Today’s peeve, because I haven’t been peevish for a while:
Listen up, people. The phrase you’re aiming for isn’t “make due.” It’s “make do.”
I know that homonyms are tricky, and “do” and “due” are homonyms in some dialects of English.† (My own native dialect isn’t one of them; the vowel sounds are different enough that I’m not likely to confuse the two. On the other hand, if I don’t specify either a fountain pen or a safety pin, a listener with no context to help out won’t know which one I’m talking about.)
Still, that’s no excuse for not getting it right in your prose. It’s the sort of mistake that puts off discriminating readers, and you don’t want to do that.
And now the “plus” part of this post, or, I discover a tasty new thing to do with cabbage.
The thing is, I like cabbage. I once – no lie – cut a class when I was an undergrad, purely because the college cafeteria that fed my dorm was going to be serving braised cabbage that day, and I wanted to get there when the dining hall opened so that I could have it fresh instead of after it had been sitting on a steam table for an hour and a half. (The class was Eighteenth Century English Lit, and Edward Young’s Night-Thoughts – the work assigned for that session – simply couldn’t compete. The eighteenth century was a great time for English prose, but for poetry, not so much, at least not until the Romantics came along.)
Anyhow, I like cabbage, but after steaming it, and braising it with kielbasa, and chopping it up and putting it into slaw, I thought I’d run out of ways to cook it. Then I read online about roasted cabbage, and I said to myself, Self, you need to try this one.
It’s one of those dead simple recipes: Take a head of cabbage, a cutting board, and a nice heavy knife. Slice the cabbage longitudinally into one-inch thick slices – cabbage steaks, if you will – leaving in the core.
Meanwhile, preheat the oven to 400° F.
Then take a sheet pan and line it with tinfoil (another lovely word – tinfoil hasn’t been made of tin since the middle of the last century). Spread a couple of tablespoons of olive oil over the bottom of the pan. Put the cabbage slices on the sheet pan in a single layer, and brush them with more olive oil. Then sprinkle the slices with fresh ground pepper and kosher salt.
Put the sheet pan in the oven, and cook the cabbage for 40 minutes, turning them over carefully at the 20-minute mark.
Serve as a vegetable with grilled sausage or whatever pleases you.
†Everybody speaks a dialect of some sort. It’s just that some dialects are more privileged than others, and get to be called “Standard.”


If a line in the records below holds the word "name", copy it.

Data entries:
----------
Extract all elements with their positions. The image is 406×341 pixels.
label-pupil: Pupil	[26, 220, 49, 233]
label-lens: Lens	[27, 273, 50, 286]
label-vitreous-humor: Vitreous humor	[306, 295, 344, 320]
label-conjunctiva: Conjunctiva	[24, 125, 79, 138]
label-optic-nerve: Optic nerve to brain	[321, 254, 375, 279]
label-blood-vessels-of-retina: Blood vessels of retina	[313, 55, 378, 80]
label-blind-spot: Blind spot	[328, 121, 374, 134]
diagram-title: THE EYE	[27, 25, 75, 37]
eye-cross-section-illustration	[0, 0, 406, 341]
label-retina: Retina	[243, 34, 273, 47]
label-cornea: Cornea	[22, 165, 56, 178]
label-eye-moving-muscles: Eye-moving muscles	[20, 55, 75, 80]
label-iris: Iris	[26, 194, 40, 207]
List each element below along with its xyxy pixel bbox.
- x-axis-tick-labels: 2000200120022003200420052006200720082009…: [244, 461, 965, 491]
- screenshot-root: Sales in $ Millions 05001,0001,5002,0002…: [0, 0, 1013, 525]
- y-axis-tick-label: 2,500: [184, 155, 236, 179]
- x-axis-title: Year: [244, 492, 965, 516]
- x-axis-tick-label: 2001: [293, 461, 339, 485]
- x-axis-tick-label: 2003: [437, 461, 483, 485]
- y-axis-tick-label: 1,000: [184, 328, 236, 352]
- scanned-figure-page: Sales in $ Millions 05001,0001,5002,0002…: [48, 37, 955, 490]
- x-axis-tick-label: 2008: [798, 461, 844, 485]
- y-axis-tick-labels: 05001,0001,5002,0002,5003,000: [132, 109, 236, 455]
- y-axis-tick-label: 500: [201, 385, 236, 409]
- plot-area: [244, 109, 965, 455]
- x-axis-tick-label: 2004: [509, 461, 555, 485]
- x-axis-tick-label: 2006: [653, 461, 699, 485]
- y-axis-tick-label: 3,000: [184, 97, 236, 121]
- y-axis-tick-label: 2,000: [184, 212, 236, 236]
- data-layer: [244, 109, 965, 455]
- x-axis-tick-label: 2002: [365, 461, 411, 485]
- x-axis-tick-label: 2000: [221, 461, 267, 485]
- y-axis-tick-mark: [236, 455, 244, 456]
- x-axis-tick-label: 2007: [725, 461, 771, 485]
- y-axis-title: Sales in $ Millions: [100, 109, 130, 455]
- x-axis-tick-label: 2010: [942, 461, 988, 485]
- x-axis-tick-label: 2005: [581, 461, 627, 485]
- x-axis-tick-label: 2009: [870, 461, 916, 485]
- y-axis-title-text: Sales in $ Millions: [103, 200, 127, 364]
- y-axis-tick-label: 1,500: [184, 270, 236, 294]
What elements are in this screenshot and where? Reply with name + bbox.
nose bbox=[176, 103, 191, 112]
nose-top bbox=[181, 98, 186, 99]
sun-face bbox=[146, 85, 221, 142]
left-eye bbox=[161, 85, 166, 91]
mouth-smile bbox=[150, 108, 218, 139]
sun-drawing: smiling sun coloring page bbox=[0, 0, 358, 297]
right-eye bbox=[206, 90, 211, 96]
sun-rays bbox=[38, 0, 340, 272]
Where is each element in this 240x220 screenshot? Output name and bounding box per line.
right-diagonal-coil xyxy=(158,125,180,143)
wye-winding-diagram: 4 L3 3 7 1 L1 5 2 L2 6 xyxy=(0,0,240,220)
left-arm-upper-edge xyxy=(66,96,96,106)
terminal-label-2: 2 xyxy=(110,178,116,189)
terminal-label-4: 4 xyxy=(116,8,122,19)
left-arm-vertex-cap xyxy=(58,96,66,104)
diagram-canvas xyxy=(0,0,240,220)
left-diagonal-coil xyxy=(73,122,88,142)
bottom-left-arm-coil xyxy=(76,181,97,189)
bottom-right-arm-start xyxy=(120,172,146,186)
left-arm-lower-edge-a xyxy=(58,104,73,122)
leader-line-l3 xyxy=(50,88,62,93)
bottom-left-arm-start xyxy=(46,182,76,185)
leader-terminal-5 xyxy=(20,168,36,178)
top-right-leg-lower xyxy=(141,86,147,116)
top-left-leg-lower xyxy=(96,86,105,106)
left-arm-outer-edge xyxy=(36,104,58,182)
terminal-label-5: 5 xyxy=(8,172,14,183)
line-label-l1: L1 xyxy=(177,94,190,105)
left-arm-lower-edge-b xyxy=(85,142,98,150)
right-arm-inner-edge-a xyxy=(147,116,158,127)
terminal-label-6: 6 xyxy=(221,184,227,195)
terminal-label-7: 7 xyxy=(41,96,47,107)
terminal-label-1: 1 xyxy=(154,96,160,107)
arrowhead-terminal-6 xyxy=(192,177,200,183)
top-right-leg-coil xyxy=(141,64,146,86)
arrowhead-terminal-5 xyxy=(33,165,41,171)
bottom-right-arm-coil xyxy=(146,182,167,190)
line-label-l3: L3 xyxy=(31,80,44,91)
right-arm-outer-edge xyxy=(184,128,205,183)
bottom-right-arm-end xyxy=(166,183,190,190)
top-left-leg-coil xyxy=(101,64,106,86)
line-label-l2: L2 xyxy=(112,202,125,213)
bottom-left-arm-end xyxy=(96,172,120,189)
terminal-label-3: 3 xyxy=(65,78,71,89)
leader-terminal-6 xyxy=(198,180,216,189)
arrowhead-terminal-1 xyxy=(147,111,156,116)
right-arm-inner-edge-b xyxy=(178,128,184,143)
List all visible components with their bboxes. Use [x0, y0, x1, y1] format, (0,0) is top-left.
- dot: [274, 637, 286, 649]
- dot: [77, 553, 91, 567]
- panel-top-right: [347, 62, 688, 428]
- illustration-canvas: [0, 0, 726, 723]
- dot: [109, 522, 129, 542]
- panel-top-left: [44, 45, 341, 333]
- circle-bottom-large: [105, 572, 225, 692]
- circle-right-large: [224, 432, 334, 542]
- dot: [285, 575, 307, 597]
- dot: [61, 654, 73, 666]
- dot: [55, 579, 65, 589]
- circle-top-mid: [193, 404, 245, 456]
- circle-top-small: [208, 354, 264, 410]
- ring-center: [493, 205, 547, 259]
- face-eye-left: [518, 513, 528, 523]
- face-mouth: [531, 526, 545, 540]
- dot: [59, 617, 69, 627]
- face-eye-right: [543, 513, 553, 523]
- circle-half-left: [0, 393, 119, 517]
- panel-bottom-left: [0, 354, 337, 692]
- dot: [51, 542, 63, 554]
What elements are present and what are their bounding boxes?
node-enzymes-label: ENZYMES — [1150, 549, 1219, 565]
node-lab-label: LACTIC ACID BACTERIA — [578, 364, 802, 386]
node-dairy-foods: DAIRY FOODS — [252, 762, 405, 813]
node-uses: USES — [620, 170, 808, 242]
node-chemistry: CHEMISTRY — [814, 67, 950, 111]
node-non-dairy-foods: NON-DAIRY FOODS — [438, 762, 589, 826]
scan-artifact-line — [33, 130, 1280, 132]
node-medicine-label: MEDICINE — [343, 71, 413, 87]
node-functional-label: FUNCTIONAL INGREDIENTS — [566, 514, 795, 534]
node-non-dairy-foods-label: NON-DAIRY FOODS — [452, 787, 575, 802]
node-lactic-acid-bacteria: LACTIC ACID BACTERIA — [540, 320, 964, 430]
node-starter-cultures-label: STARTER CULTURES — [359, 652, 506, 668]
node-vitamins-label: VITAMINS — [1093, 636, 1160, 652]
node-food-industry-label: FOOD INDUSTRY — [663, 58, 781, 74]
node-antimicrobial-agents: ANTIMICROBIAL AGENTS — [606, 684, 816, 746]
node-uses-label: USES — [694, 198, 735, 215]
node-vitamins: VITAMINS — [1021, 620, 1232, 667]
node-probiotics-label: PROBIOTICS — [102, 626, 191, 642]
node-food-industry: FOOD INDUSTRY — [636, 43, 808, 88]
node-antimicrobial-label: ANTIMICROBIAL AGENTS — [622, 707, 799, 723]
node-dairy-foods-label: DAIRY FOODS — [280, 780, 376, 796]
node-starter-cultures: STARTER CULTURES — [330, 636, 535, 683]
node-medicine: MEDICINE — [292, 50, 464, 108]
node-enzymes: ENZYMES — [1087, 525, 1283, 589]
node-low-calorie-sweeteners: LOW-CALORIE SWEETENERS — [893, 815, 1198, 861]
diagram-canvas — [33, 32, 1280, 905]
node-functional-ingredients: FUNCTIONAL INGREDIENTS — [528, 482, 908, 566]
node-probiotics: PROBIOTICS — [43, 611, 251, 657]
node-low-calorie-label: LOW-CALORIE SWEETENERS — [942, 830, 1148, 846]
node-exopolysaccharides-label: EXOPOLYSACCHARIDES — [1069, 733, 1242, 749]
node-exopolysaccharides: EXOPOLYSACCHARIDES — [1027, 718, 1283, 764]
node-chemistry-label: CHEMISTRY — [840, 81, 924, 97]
----------
## Finished task:
What elements are in this screenshot and where? Reply with name + bbox.
Where is each element in this 240x220 screenshot? Output name and bounding box per line.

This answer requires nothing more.